In the German idealist tradition the state is conceived as separate from society, which it overseas with the aims of protecting the general interest against individual interests. The theoretical separating if state and society is complemented by the division of tasks between governments, cutes them. The career system, by establishing a lifelong professional relationship between the civil servant and the state, and by subordinating the civil servant to legitimate political authorities, satisfies the mission of the Hegelian state to function as an ideal, impartial arbiter of conflicting societal interests. The civil servant does not have the same status as employees in the private sector but has a special relation to the state, which brings additional duties and fewer freedoms, such as the duty of subordination to the political will of the government and, commonly, limitations on the freedom to strike. The additional burden of obligations imposed on civil servants in theoretically, at least- balanced by increased job security and a respectable salary.
The career system is applied in the public administrations of most Western European states (including France and the United Kingdom) and many postcolonial, independent civil servants are recruited on the basis of examinations of hiring graduates of Oxford and Cambridge Universities with nontechnical education; they reach the top echelons of civil service through a "fast stream" of promotions. Civil servants generally advance in their careers by acquiring experience on the job.
The British career system was solidified after the Northolt-Trevelyan report of 1854, which helped to extinguish the particularize and clienteles that had been evident in the British administration. Later, the British civil service developed into a polymorphous and fragmented set of bodies of civil servants, known as classes. The Fulton report, published in 1968, contributed to the reshaping of the career system by recommending a decrease in the number of classes, a wider pool of candidates for the top positions in the civil service hierarchy, and more specialized in-service training through the establishment of the Civil Service College. However, despite the Fulton committee recommendations, the British civil service was not thoroughly reformed; it remained deficient in openness and accountability.
In France civil servants are also recruited on the basis of examinations. Prospective high level civil servants are trained in an elite school, the Cole National d'Administration. The school, founded in 1945, administers highly competitive entrance examinations, offers coerces leading to specialization, and ranks the members of the graduating class. Under the ranking system civil servants are assigned to different grinds corps and to the levels of positions they will occupy in the bureaucracy. Differentiation along the grade scale provides for greater mobility of civil servants in the hierarchy of positions.
In Germany civil servants are recruited on the basis of competition; initially, they are appointed for a probationary stage, they become career civil servants. Depending on their formal qualifications and the type of job, civil servants are classified into several categories, forming a hierarchy. There is a long tradition of legal education among German civil servants. Not all public employees have the same legal status: the German state has a federal structure, and the competent states (Lander) hire some employees on a contract basis. Civil servants have a special relationship to the state, regulated by provisions of the public interest.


→ Action item: In the listing below, how many lines include "legend"? Give the number and no other text.

(Data extracts Opens)

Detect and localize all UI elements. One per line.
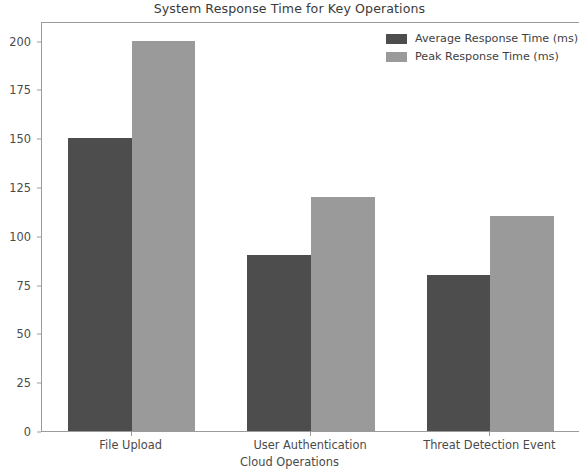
y-axis-tick-label: 25 — [17, 376, 32, 390]
x-axis-tick-label: File Upload — [99, 438, 162, 452]
bar — [490, 216, 554, 431]
y-axis-tick-label: 200 — [9, 35, 31, 49]
x-axis-tick-label: Threat Detection Event — [423, 438, 555, 452]
y-axis-tick-label: 0 — [24, 425, 31, 439]
y-axis-tick-label: 100 — [9, 230, 31, 244]
x-axis-tick-label: User Authentication — [253, 438, 366, 452]
plot-area — [41, 22, 579, 432]
x-axis-tick-mark — [131, 432, 132, 436]
x-axis-label: Cloud Operations — [0, 455, 579, 469]
legend-item: Peak Response Time (ms) — [386, 49, 578, 64]
chart-title: System Response Time for Key Operations — [0, 1, 579, 16]
legend-label: Peak Response Time (ms) — [415, 50, 559, 63]
y-axis-tick-label: 50 — [17, 327, 32, 341]
x-axis-tick-mark — [310, 432, 311, 436]
bar — [132, 41, 196, 431]
legend-swatch — [386, 34, 407, 44]
bar — [247, 255, 311, 431]
bar — [427, 275, 491, 431]
chart-figure: System Response Time for Key Operations … — [0, 0, 579, 470]
bar — [68, 138, 132, 431]
x-axis-tick-mark — [489, 432, 490, 436]
y-axis-tick-label: 125 — [9, 181, 31, 195]
chart-legend: Average Response Time (ms)Peak Response … — [386, 31, 578, 64]
y-axis-tick-label: 175 — [9, 83, 31, 97]
y-axis-tick-label: 75 — [17, 279, 32, 293]
legend-label: Average Response Time (ms) — [415, 32, 578, 45]
y-axis: 0255075100125150175200 — [0, 22, 41, 432]
bar — [311, 197, 375, 431]
legend-item: Average Response Time (ms) — [386, 31, 578, 46]
y-axis-tick-label: 150 — [9, 132, 31, 146]
bars-layer — [42, 23, 579, 431]
legend-swatch — [386, 52, 407, 62]
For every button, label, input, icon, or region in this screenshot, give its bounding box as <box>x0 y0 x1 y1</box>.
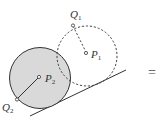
point-q1 <box>71 24 74 27</box>
label-p1: P1 <box>90 48 102 62</box>
rolling-circle-diagram: Q1 P1 P2 Q2 = <box>0 0 166 140</box>
point-p1 <box>84 51 87 54</box>
label-q2: Q2 <box>2 101 14 115</box>
equals-sign: = <box>148 65 156 80</box>
label-q1: Q1 <box>70 8 82 22</box>
dashed-radius-q1-p1 <box>73 26 86 52</box>
point-p2 <box>37 75 40 78</box>
point-q2 <box>15 98 18 101</box>
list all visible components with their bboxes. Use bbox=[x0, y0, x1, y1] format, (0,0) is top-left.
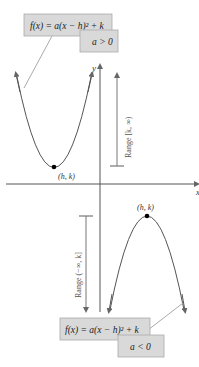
upper-condition: a > 0 bbox=[92, 37, 113, 47]
diagram-canvas: y x (h, k) Range [k, ∞) f(x) = a(x − h)²… bbox=[0, 0, 199, 367]
vertex-label-lower: (h, k) bbox=[137, 203, 154, 212]
vertex-label-upper: (h, k) bbox=[58, 172, 75, 181]
lower-formula: f(x) = a(x − h)² + k bbox=[65, 325, 140, 336]
lower-condition: a < 0 bbox=[130, 342, 151, 352]
parabola-opens-down bbox=[110, 216, 184, 310]
quadratic-vertex-form-diagram: y x (h, k) Range [k, ∞) f(x) = a(x − h)²… bbox=[0, 0, 199, 367]
parabola-opens-up bbox=[17, 77, 91, 168]
range-label-upper: Range [k, ∞) bbox=[124, 116, 133, 158]
vertex-point-upper bbox=[52, 165, 57, 170]
vertex-point-lower bbox=[145, 214, 150, 219]
y-axis-label: y bbox=[91, 63, 96, 73]
upper-callout-leader bbox=[24, 36, 52, 88]
x-axis-label: x bbox=[195, 188, 199, 197]
range-label-lower: Range (−∞, k] bbox=[74, 252, 83, 298]
upper-left-arrow bbox=[16, 74, 20, 92]
lower-callout-leader bbox=[148, 303, 183, 330]
upper-right-arrow bbox=[88, 74, 92, 92]
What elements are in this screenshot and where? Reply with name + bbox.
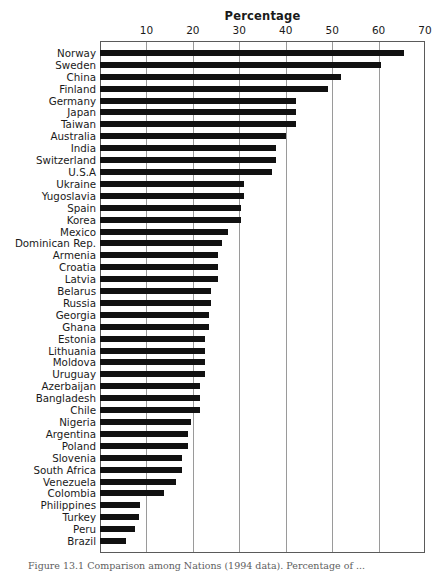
figure-container: Percentage 10203040506070 NorwaySwedenCh…	[0, 0, 447, 574]
category-label: Norway	[57, 48, 96, 58]
bar	[100, 109, 296, 115]
bar	[100, 98, 296, 104]
bar	[100, 431, 188, 437]
bar	[100, 133, 286, 139]
category-label: Korea	[67, 214, 96, 224]
bar-row: Venezuela	[0, 476, 447, 488]
bar-row: Armenia	[0, 249, 447, 261]
bar	[100, 145, 276, 151]
category-label: South Africa	[33, 464, 96, 474]
bar	[100, 526, 135, 532]
bar	[100, 121, 296, 127]
category-label: Latvia	[65, 274, 96, 284]
bar-row: Sweden	[0, 59, 447, 71]
bar	[100, 455, 182, 461]
bar-row: Brazil	[0, 535, 447, 547]
bar-row: Turkey	[0, 511, 447, 523]
bar	[100, 359, 205, 365]
bar	[100, 407, 200, 413]
bar-row: Latvia	[0, 273, 447, 285]
bar-row: Korea	[0, 214, 447, 226]
bar-rows: NorwaySwedenChinaFinlandGermanyJapanTaiw…	[0, 41, 447, 553]
category-label: Peru	[73, 524, 96, 534]
bar-row: Argentina	[0, 428, 447, 440]
category-label: Sweden	[55, 60, 96, 70]
bar-row: Japan	[0, 106, 447, 118]
bar	[100, 443, 188, 449]
x-tick-label-60: 60	[372, 24, 385, 36]
category-label: Chile	[70, 405, 96, 415]
bar-row: Colombia	[0, 488, 447, 500]
category-label: Turkey	[62, 512, 96, 522]
bar	[100, 336, 205, 342]
category-label: Mexico	[60, 226, 96, 236]
bar-row: Ukraine	[0, 178, 447, 190]
bar	[100, 276, 218, 282]
category-label: Croatia	[59, 262, 96, 272]
bar-row: Spain	[0, 202, 447, 214]
category-label: Belarus	[57, 286, 96, 296]
bar	[100, 502, 140, 508]
bar-row: Georgia	[0, 309, 447, 321]
category-label: Finland	[59, 83, 96, 93]
bar	[100, 62, 381, 68]
x-tick-label-40: 40	[279, 24, 292, 36]
category-label: Australia	[50, 131, 96, 141]
category-label: U.S.A	[68, 167, 96, 177]
category-label: Japan	[67, 107, 96, 117]
category-label: Uruguay	[52, 369, 96, 379]
bar	[100, 467, 182, 473]
bar	[100, 538, 126, 544]
bar	[100, 74, 341, 80]
bar-row: India	[0, 142, 447, 154]
category-label: Philippines	[41, 500, 96, 510]
x-tick-label-20: 20	[186, 24, 199, 36]
category-label: Colombia	[48, 488, 96, 498]
bar-row: Philippines	[0, 499, 447, 511]
chart-title: Percentage	[100, 9, 425, 23]
bar	[100, 252, 218, 258]
bar-row: Russia	[0, 297, 447, 309]
bar-row: Bangladesh	[0, 392, 447, 404]
category-label: Dominican Rep.	[15, 238, 96, 248]
bar	[100, 288, 211, 294]
category-label: Bangladesh	[36, 393, 96, 403]
category-label: Venezuela	[43, 476, 96, 486]
category-label: Estonia	[58, 334, 96, 344]
bar-row: Estonia	[0, 333, 447, 345]
category-label: Ghana	[62, 322, 96, 332]
x-tick-label-50: 50	[325, 24, 338, 36]
bar	[100, 312, 209, 318]
bar-row: Mexico	[0, 226, 447, 238]
bar	[100, 300, 211, 306]
bar	[100, 514, 139, 520]
bar-row: Peru	[0, 523, 447, 535]
bar-row: Taiwan	[0, 118, 447, 130]
bar-row: Australia	[0, 130, 447, 142]
bar	[100, 383, 200, 389]
bar-row: Moldova	[0, 357, 447, 369]
category-label: Brazil	[67, 536, 96, 546]
category-label: Nigeria	[59, 417, 96, 427]
category-label: Germany	[49, 95, 96, 105]
bar	[100, 181, 244, 187]
category-label: Switzerland	[36, 155, 96, 165]
bar-row: Belarus	[0, 285, 447, 297]
bar-row: Azerbaijan	[0, 380, 447, 392]
bar-row: Lithuania	[0, 345, 447, 357]
bar-row: Chile	[0, 404, 447, 416]
bar-row: Slovenia	[0, 452, 447, 464]
bar	[100, 229, 228, 235]
bar	[100, 324, 209, 330]
bar	[100, 50, 404, 56]
category-label: Ukraine	[56, 179, 96, 189]
figure-caption: Figure 13.1 Comparison among Nations (19…	[28, 560, 438, 571]
category-label: Georgia	[56, 310, 96, 320]
bar-row: Norway	[0, 47, 447, 59]
bar	[100, 264, 218, 270]
bar	[100, 479, 176, 485]
bar	[100, 490, 164, 496]
bar	[100, 193, 244, 199]
bar-row: China	[0, 71, 447, 83]
bar	[100, 240, 222, 246]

(Data extracts Closes)

→ Your response: 7